CAMANO ISLAND — Behind Second Chance Thrift Shop, volunteers search for space to store donated clothes, dishes, decorations and toys among items already piled high under portable canopies.
The makeshift back room is crowded. Some days, volunteers turn away donations because there isn’t space.
The Camano Senior Services Association is launching a $525,000 fundraising campaign to build a new 4,000-square-foot store next to the existing building off Highway 532. The goal is to increase sales at the shop, which provides 42 percent of the budget for the island’s nonprofit senior and community center.
The center is the hub of senior services on the island. People gather three days a week for lunch and Meals on Wheels delivers more than 5,000 dishes a year to people who can’t get there. The classrooms are used most days for activities: painting, gardening, cooking, tai chi and book clubs. People can borrow walkers, wheelchairs and crutches, and staff can connect visitors with other services. The center hosts the only daycare in the area for adults with disabilities so caregivers can get some free time, program coordinator Jessie Walker said.
Walker also helps at the thrift shop. Having places where people can volunteer or get care is vital for the island, she said.
“It’s the domino effect,” she said. “It doesn’t just affect one person.”
The center’s annual budget is about $750,000, director Karla Jacks said. It comes from donations, event rentals, membership fees and thrift shop sales. In past years, money from Island County made up about 4 percent of the budget. That ended this year.
The association aims to increase sales so the thrift shop covers 52 percent of the center’s expenses rather than 42 percent. Planning started three years ago, and preliminary designs would double the store’s size.
“We’re really quite desperate for more space here,” manager Roxanne Robertson-Moore said.
Second Chance has been in the same building for 20 years. The portable “back room” is a fairly new addition. The Christmas barn — a beige storage shed — fills up by April. The furniture barn is a maze of tables, chairs and dressers.
“I think we help people move things they don’t need into the hands of people who need them,” Robertson-Moore said. “For people out here, there really isn’t a lot. You’d have to go to Smokey Point or Mount Vernon for some of these things.”
Kari Bray: 425-339-3439; kbray@heraldnet.com.
Learn more
The Camano Senior Services Association has about 1,600 members. Anyone can use the center, but only members get voting rights when it comes to planning. Membership is $30 a year, $50 for a family.
To become a member or donate, go to www.camanocenter.org/ways-to-give, or call the center at 360-387-0222.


▶ **WHAT YOU ARE ASKED TO DO**
Would it be possible to output exactly, and only, the lines below from the one holding "Extract all elements" to the last line, both included, with every picture left out?

(Dataset entries)

-=-=-=-=-

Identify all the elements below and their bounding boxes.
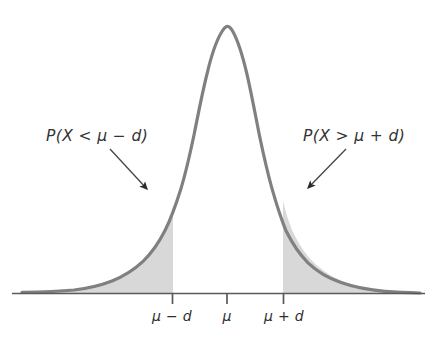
right-tail-shaded-region <box>283 201 420 293</box>
distribution-plot <box>0 0 438 355</box>
left-tail-probability-label: P(X < μ − d) <box>46 127 148 145</box>
tick-label-mu-plus-d: μ + d <box>264 308 304 324</box>
normal-curve <box>22 26 420 293</box>
tick-label-mu-minus-d: μ − d <box>152 308 192 324</box>
normal-distribution-figure: P(X < μ − d) P(X > μ + d) μ − d μ μ + d <box>0 0 438 355</box>
left-tail-pointer-arrow <box>110 149 147 189</box>
right-tail-probability-label: P(X > μ + d) <box>303 127 405 145</box>
right-tail-pointer-arrow <box>308 149 346 188</box>
tick-label-mu: μ <box>222 308 231 324</box>
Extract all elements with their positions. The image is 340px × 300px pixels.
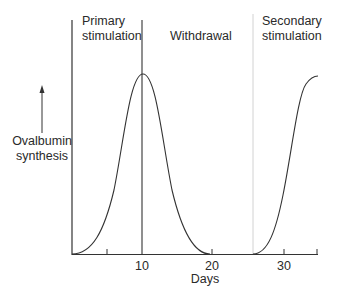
x-tick-label-30: 30: [272, 259, 296, 274]
y-axis-label: Ovalbumin synthesis: [10, 134, 74, 164]
primary-response-curve: [72, 74, 210, 254]
phase-primary-line2: stimulation: [82, 29, 142, 44]
arrow-up-icon: [40, 85, 45, 93]
phase-primary-label: Primary stimulation: [82, 14, 142, 44]
phase-primary-line1: Primary: [82, 14, 142, 29]
y-axis-label-line1: Ovalbumin: [10, 134, 74, 149]
phase-secondary-line2: stimulation: [262, 29, 322, 44]
phase-secondary-line1: Secondary: [262, 14, 322, 29]
phase-secondary-label: Secondary stimulation: [262, 14, 322, 44]
x-tick-label-10: 10: [130, 259, 154, 274]
secondary-response-curve: [253, 76, 318, 254]
y-axis-label-line2: synthesis: [10, 149, 74, 164]
phase-withdrawal-label: Withdrawal: [170, 29, 232, 44]
x-axis-ticks: [107, 249, 317, 254]
x-axis-label: Days: [180, 272, 230, 287]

-=-=-=-=-

▶ **SOLUTION TO THIS TASK**
Extract all elements with their positions. The image is 340px × 300px pixels.
x-tick-label-30: 30: [272, 259, 296, 274]
y-axis-label: Ovalbumin synthesis: [10, 134, 74, 164]
primary-response-curve: [72, 74, 210, 254]
phase-primary-line2: stimulation: [82, 29, 142, 44]
arrow-up-icon: [40, 85, 45, 93]
phase-primary-label: Primary stimulation: [82, 14, 142, 44]
phase-primary-line1: Primary: [82, 14, 142, 29]
y-axis-label-line1: Ovalbumin: [10, 134, 74, 149]
phase-secondary-line2: stimulation: [262, 29, 322, 44]
phase-secondary-line1: Secondary: [262, 14, 322, 29]
phase-secondary-label: Secondary stimulation: [262, 14, 322, 44]
x-tick-label-10: 10: [130, 259, 154, 274]
secondary-response-curve: [253, 76, 318, 254]
y-axis-label-line2: synthesis: [10, 149, 74, 164]
phase-withdrawal-label: Withdrawal: [170, 29, 232, 44]
x-axis-ticks: [107, 249, 317, 254]
x-axis-label: Days: [180, 272, 230, 287]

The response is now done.